Oireachtas Joint and Select Committees

Tuesday, 21 October 2014

Joint Oireachtas Committee on Agriculture, Food and the Marine

Indecon Report: Bord na gCon

3:25 pm

Ms Geraldine Larkin:

What I was about to say was that those thresholds have not been varied.

There was also a question about whether the board has plans to sell stadiums other than Harold's Cross. The tenet of the document that we will have put before the committee is not so much outright sale at this point. We are committed to supporting all of our own stadiums and all the private stadiums. At the same time, we cannot continue indefinitely, as has been echoed many times here today, to support tracks that are not viable and that are not delivering value for money with taxpayers' money. We have constructed a set of metrics, both financial and non-financial. We will assess each and every track based on those metrics and look at what the various tracks are delivering back to the IGB and, in broader terms, to the industry and the taxpayer. In the short three months I have been here, much of the feedback I have been getting is that staff on the ground are not committed to developing the industry. This gives everybody - the staff on the ground, the local owners and trainers - a role in ensuring the viability of a track is maintained. We will be measuring the financial performance and, entirely apart from attendance, that measurement will also consider the level of sponsorship we can get in and what level of community involvement is attached to each track in terms of benefit nights.
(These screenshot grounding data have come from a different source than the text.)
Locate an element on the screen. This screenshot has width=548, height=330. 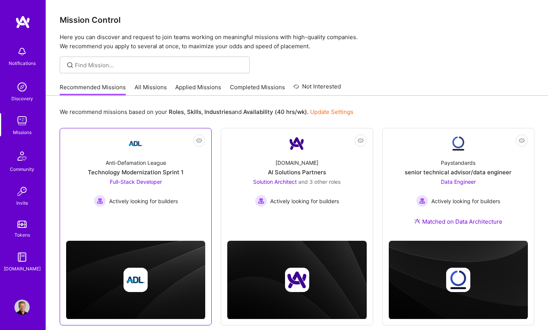
div: Technology Modernization Sprint 1 is located at coordinates (136, 172).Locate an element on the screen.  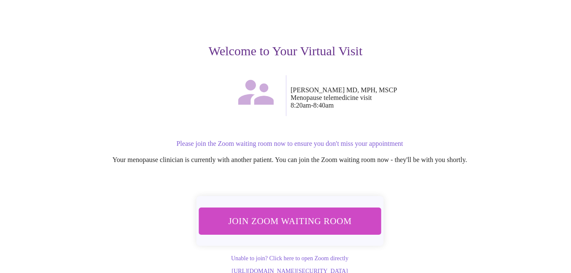
p: Your menopause clinician is currently with another patient. You can join the Zoom waiting room no... is located at coordinates (290, 160).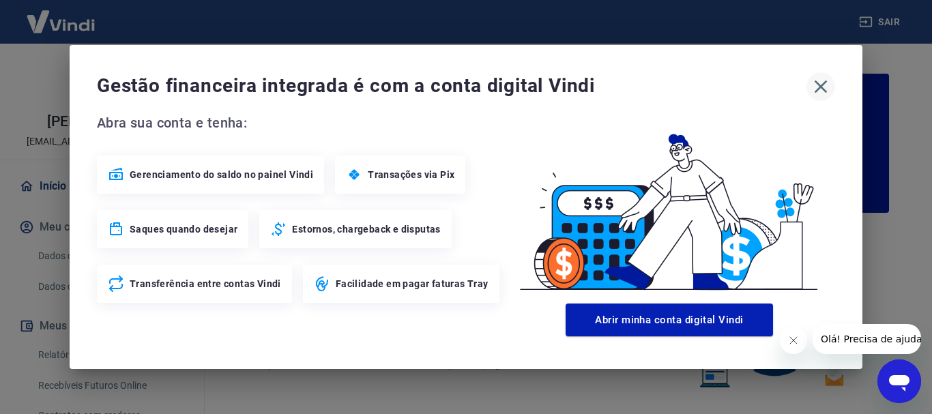  What do you see at coordinates (366, 229) in the screenshot?
I see `span: Estornos, chargeback e disputas` at bounding box center [366, 229].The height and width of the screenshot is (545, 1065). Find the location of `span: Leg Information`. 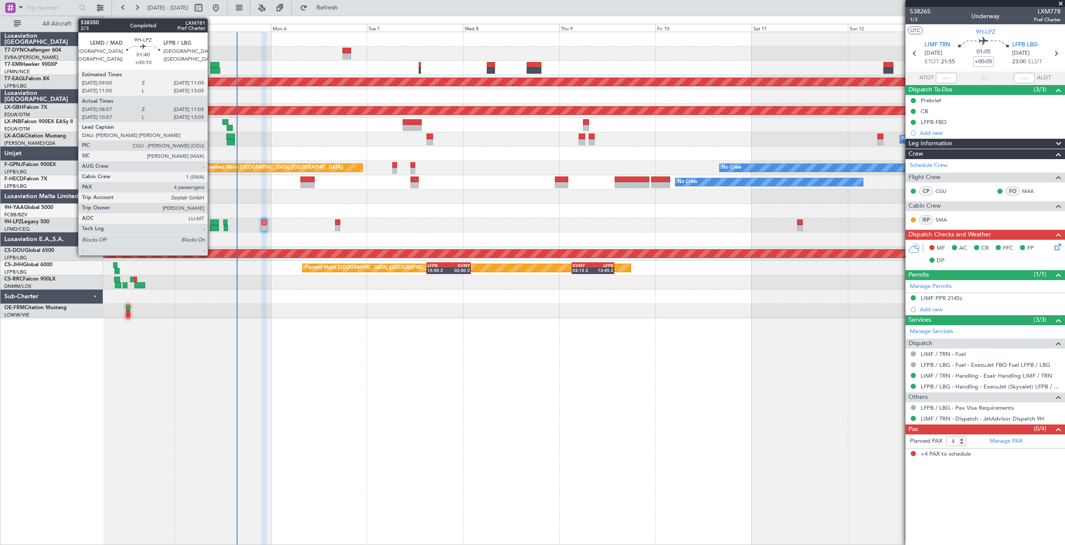

span: Leg Information is located at coordinates (930, 143).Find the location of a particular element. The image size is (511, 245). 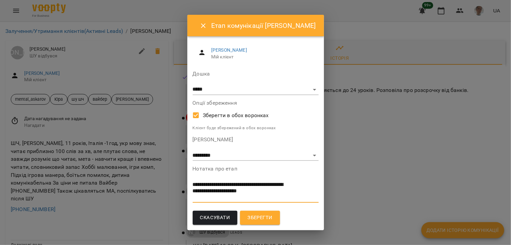

p: Клієнт буде збережений в обох воронках is located at coordinates (255, 128). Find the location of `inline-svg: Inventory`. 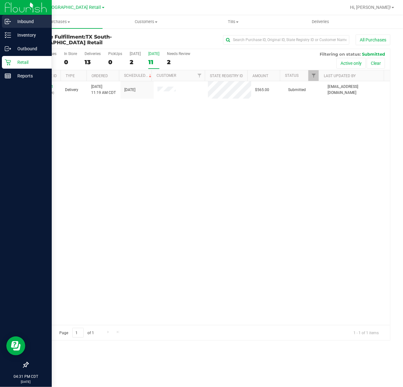

inline-svg: Inventory is located at coordinates (8, 35).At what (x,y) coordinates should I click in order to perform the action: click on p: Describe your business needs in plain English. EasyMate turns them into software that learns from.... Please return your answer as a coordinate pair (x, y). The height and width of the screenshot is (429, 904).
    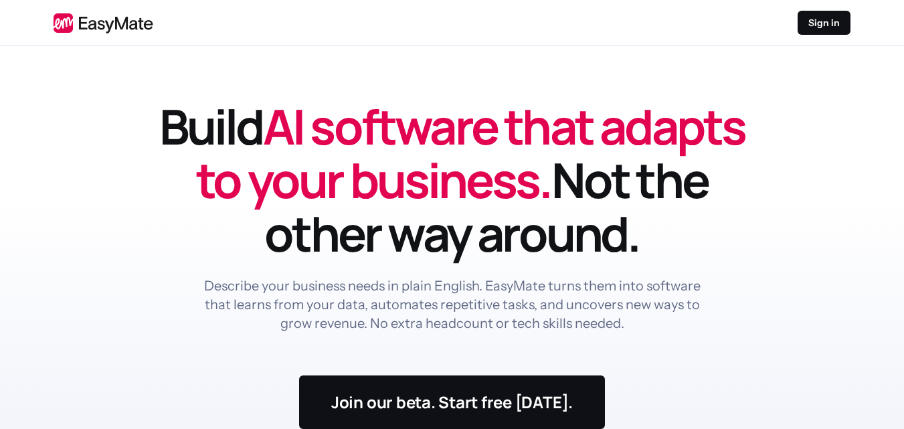
    Looking at the image, I should click on (452, 304).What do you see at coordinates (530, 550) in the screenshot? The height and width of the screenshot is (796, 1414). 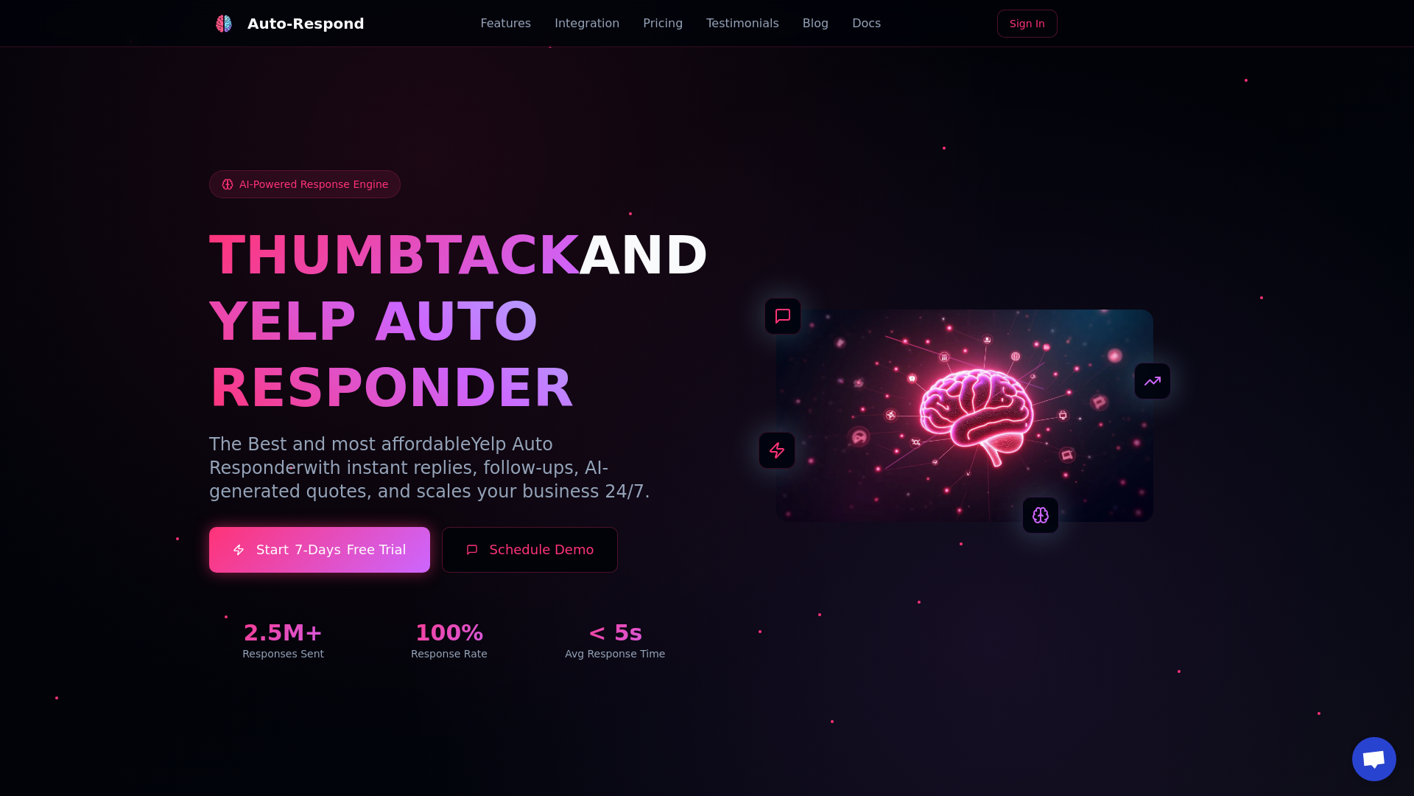 I see `button: Schedule Demo` at bounding box center [530, 550].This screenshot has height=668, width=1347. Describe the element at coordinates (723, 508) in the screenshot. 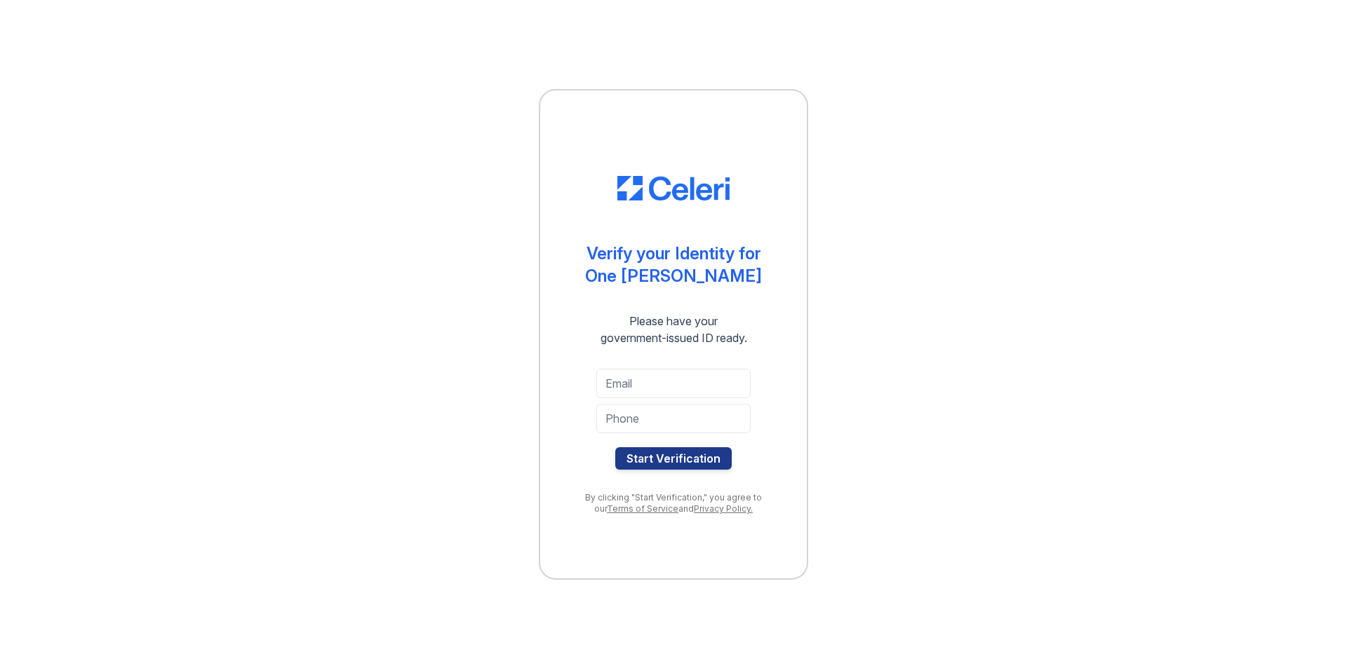

I see `a: Privacy Policy.` at that location.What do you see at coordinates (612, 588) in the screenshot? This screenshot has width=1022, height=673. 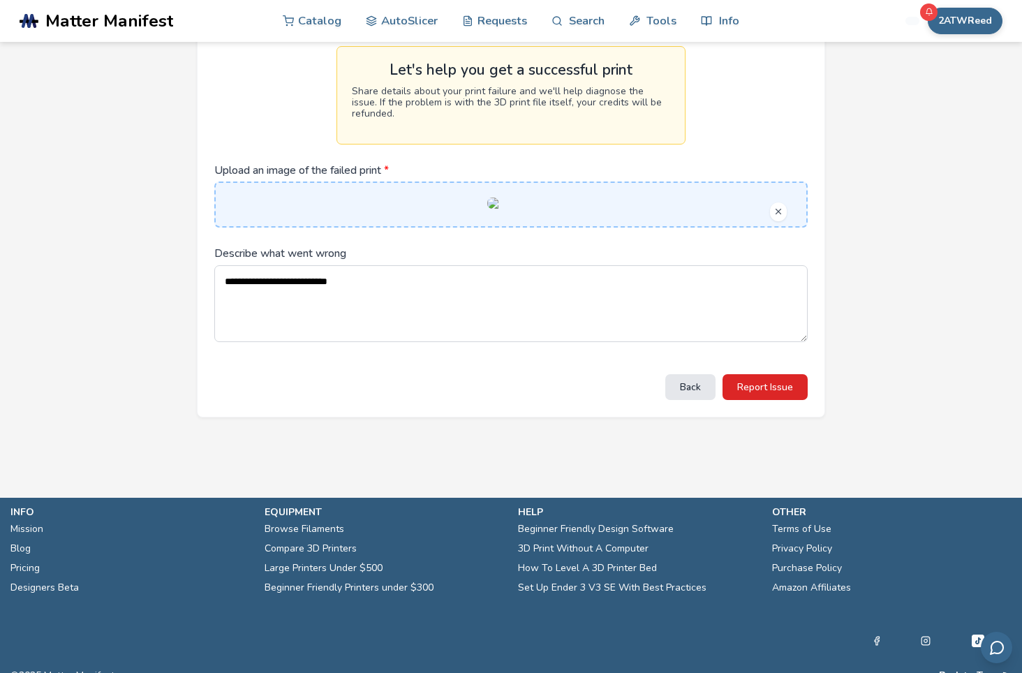 I see `a: Set Up Ender 3 V3 SE With Best Practices` at bounding box center [612, 588]. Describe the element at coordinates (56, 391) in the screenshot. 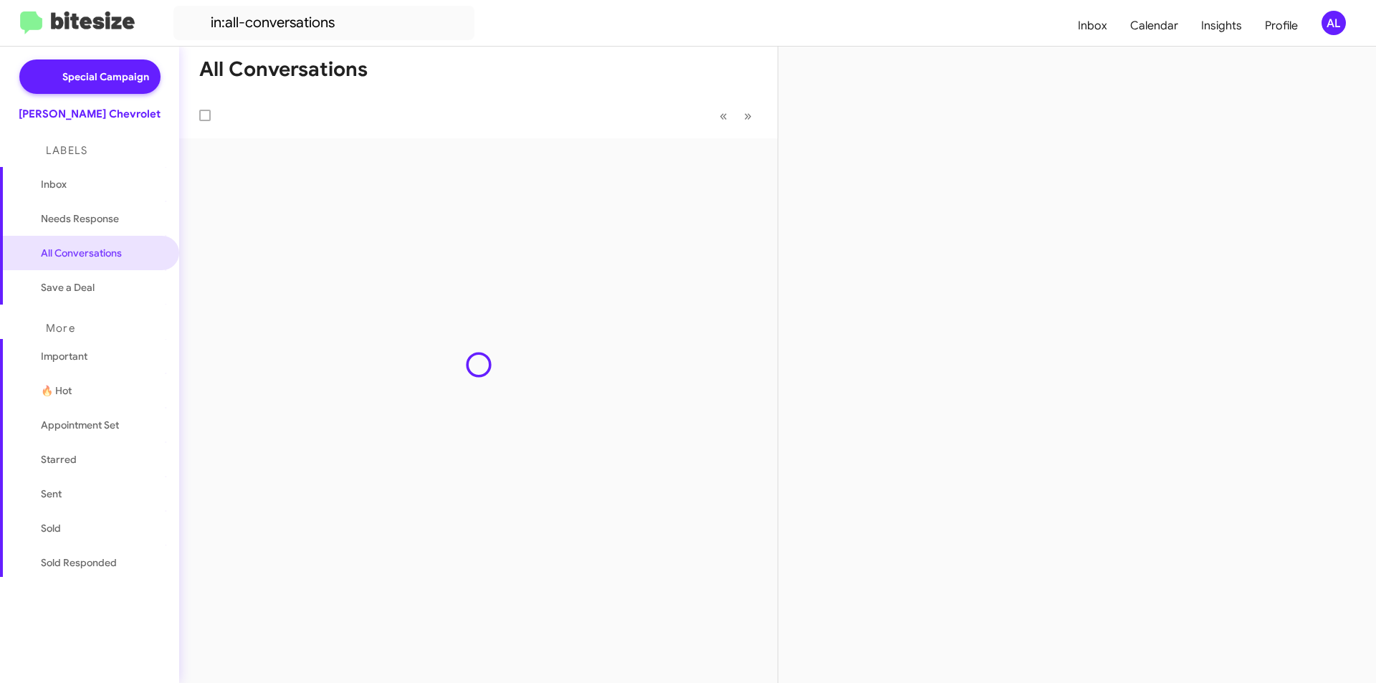

I see `span: 🔥 Hot` at that location.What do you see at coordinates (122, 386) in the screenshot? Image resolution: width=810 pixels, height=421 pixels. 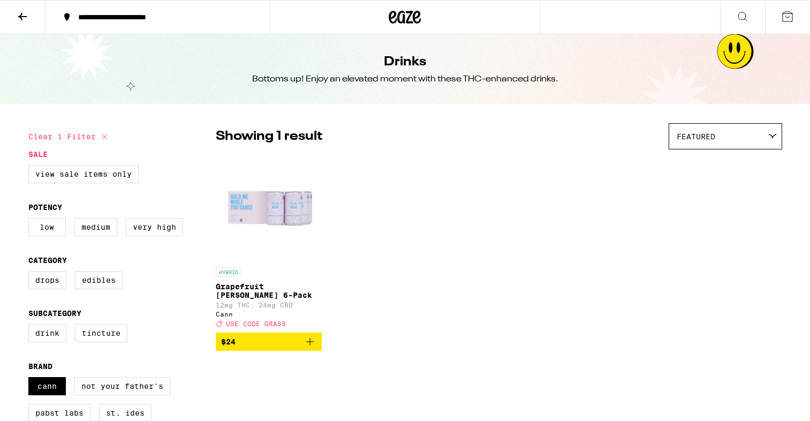 I see `label: Not Your Father's` at bounding box center [122, 386].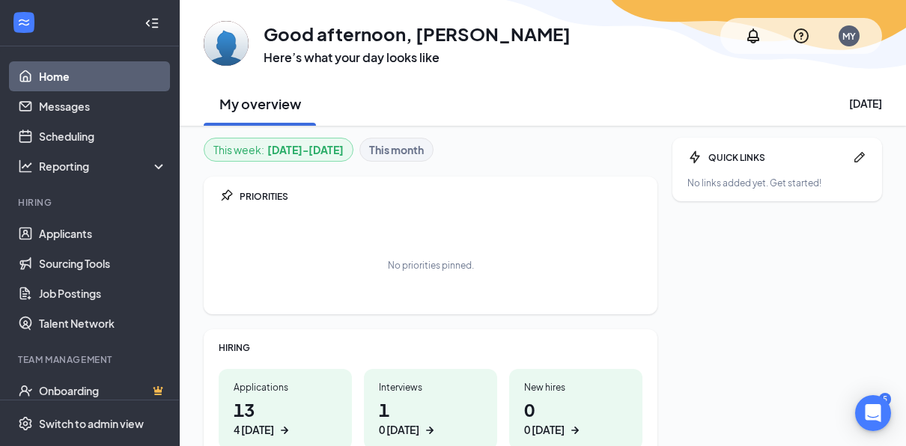 The width and height of the screenshot is (906, 446). What do you see at coordinates (103, 106) in the screenshot?
I see `a: Messages` at bounding box center [103, 106].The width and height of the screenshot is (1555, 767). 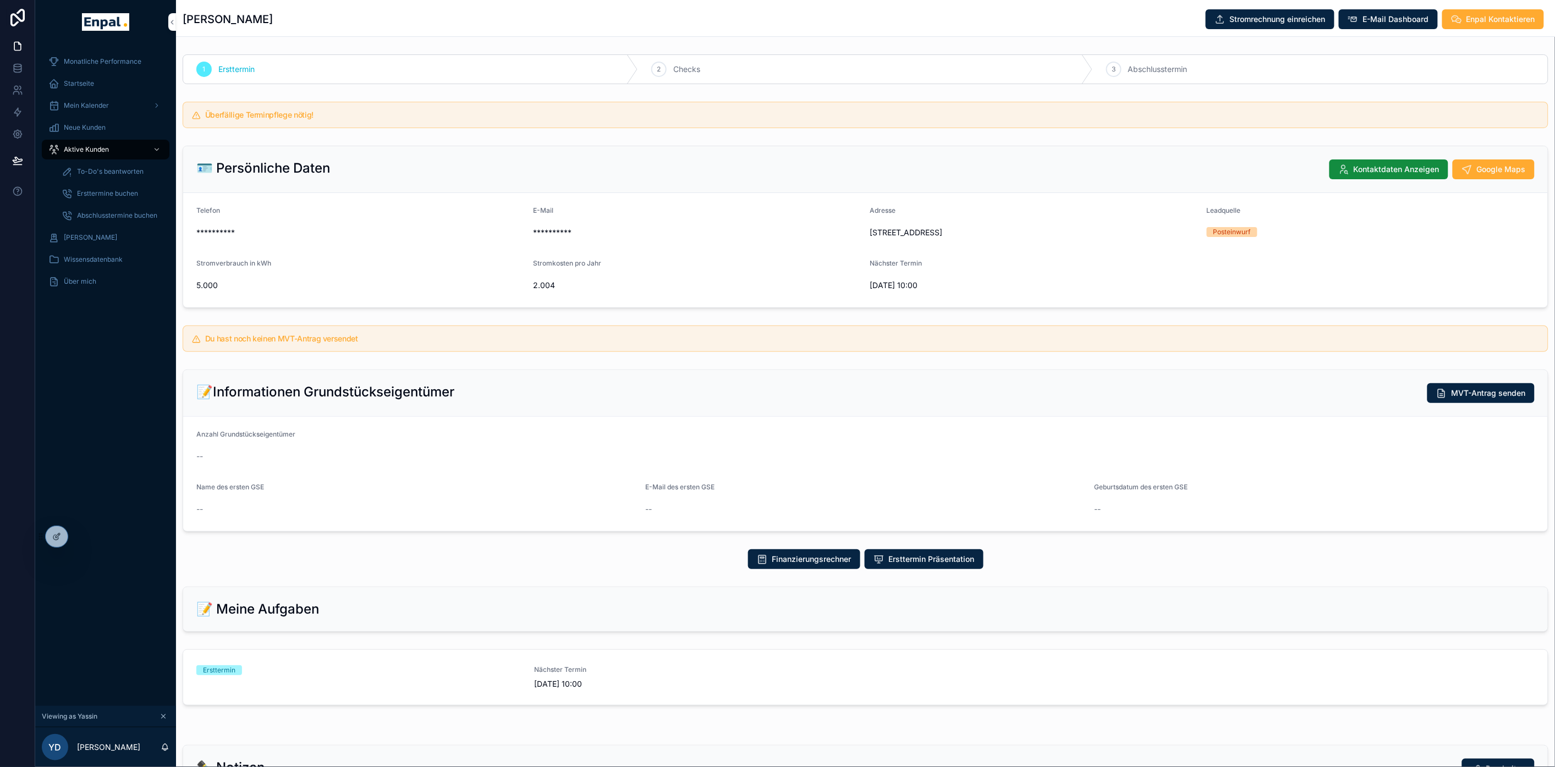 I want to click on span: Neue Kunden, so click(x=85, y=128).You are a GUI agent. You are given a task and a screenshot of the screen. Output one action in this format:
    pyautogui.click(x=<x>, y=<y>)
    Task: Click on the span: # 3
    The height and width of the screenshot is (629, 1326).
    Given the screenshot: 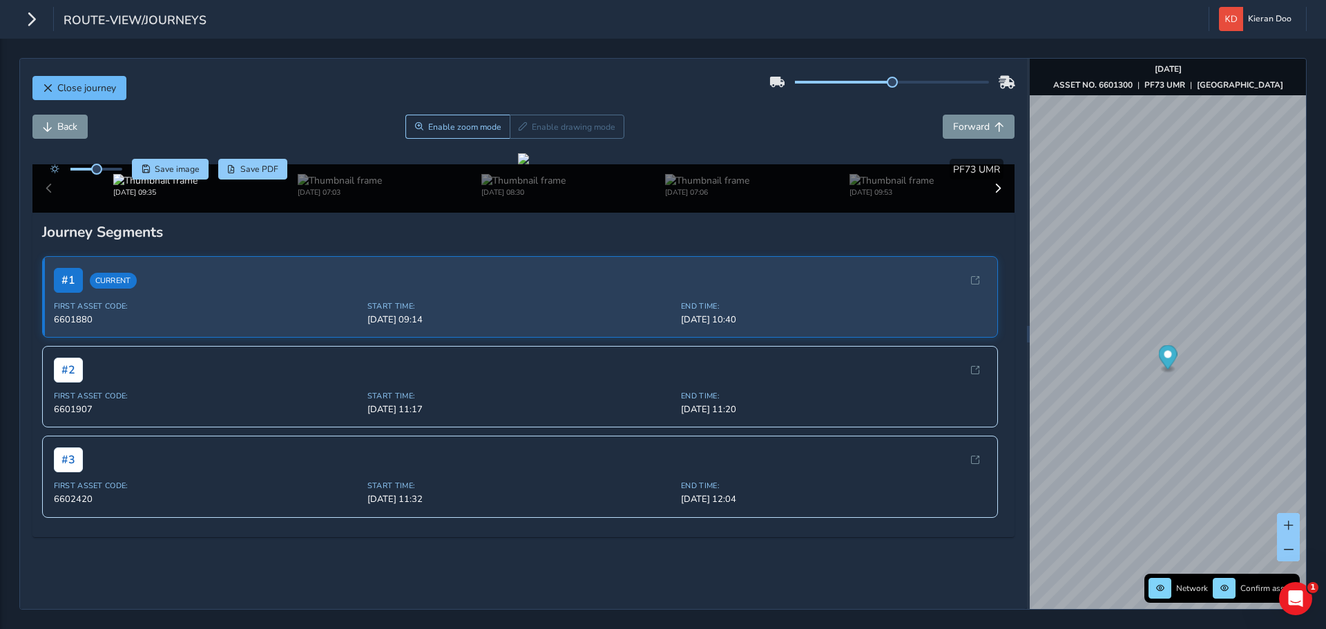 What is the action you would take?
    pyautogui.click(x=68, y=460)
    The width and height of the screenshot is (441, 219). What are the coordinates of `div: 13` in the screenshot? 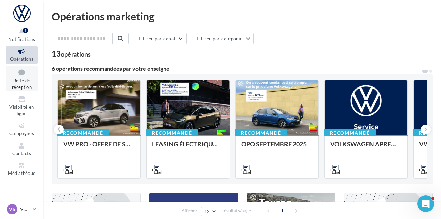 It's located at (71, 54).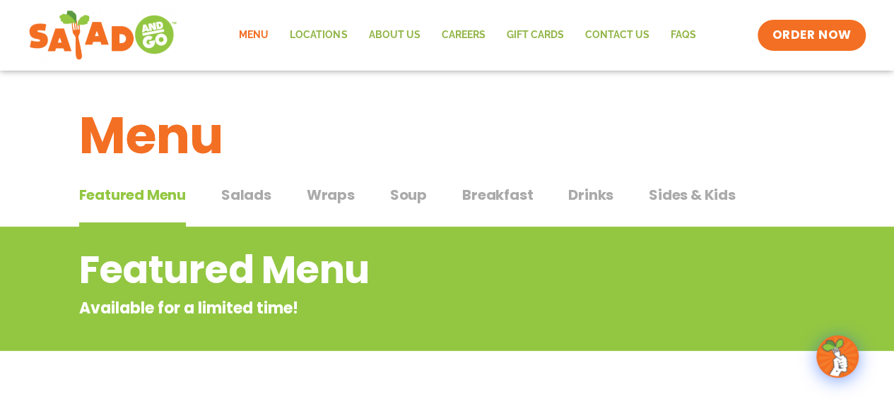  I want to click on a: FAQs, so click(683, 35).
Deputy Butler mentioned the benefit nights in Mullingar and there is great work done around the country in benefit nights, with huge amounts of money raised, I am glad to say. On the other hand, the difficulty is that many benefit nights are going back to the same pot of people looking for support. For us the challenge is to ensure, with the local communities as much as anything else, that we can identify different segments and different charities that will benefit on an ongoing basis from interaction with us. It is a very crowded space, no more than any other aspect of our business, in that we face challenges from all sorts of new and emerging charity fund-raisers - Strictly Come Dancing, virtual horse-racing, and many more. It is a matter of making sure that we are out there and focused.

It is crucial that we benefit from local owners in terms of growing benefit nights. Equally, the dog pool in an area associated with a track is crucially important in deciding what we do with it. We will look at all these metrics. We look also at the state of repair of a track and the level of capital investment that has occurred already. Some tracks have yet to be developed, and it would be wrong to put them all on the same level in terms of evaluation. These are the ways in which we will be assessing tracks, because ultimately we must ensure that the money we are spending is benefiting the industry in the best possible way and that we are giving money where it is delivering the most and giving the best return to the taxpayer.

Deputy Butler asked about the arrangements put in place with the bank. There are ongoing arrangements to ensure that our financial liabilities are being met in a timely fashion.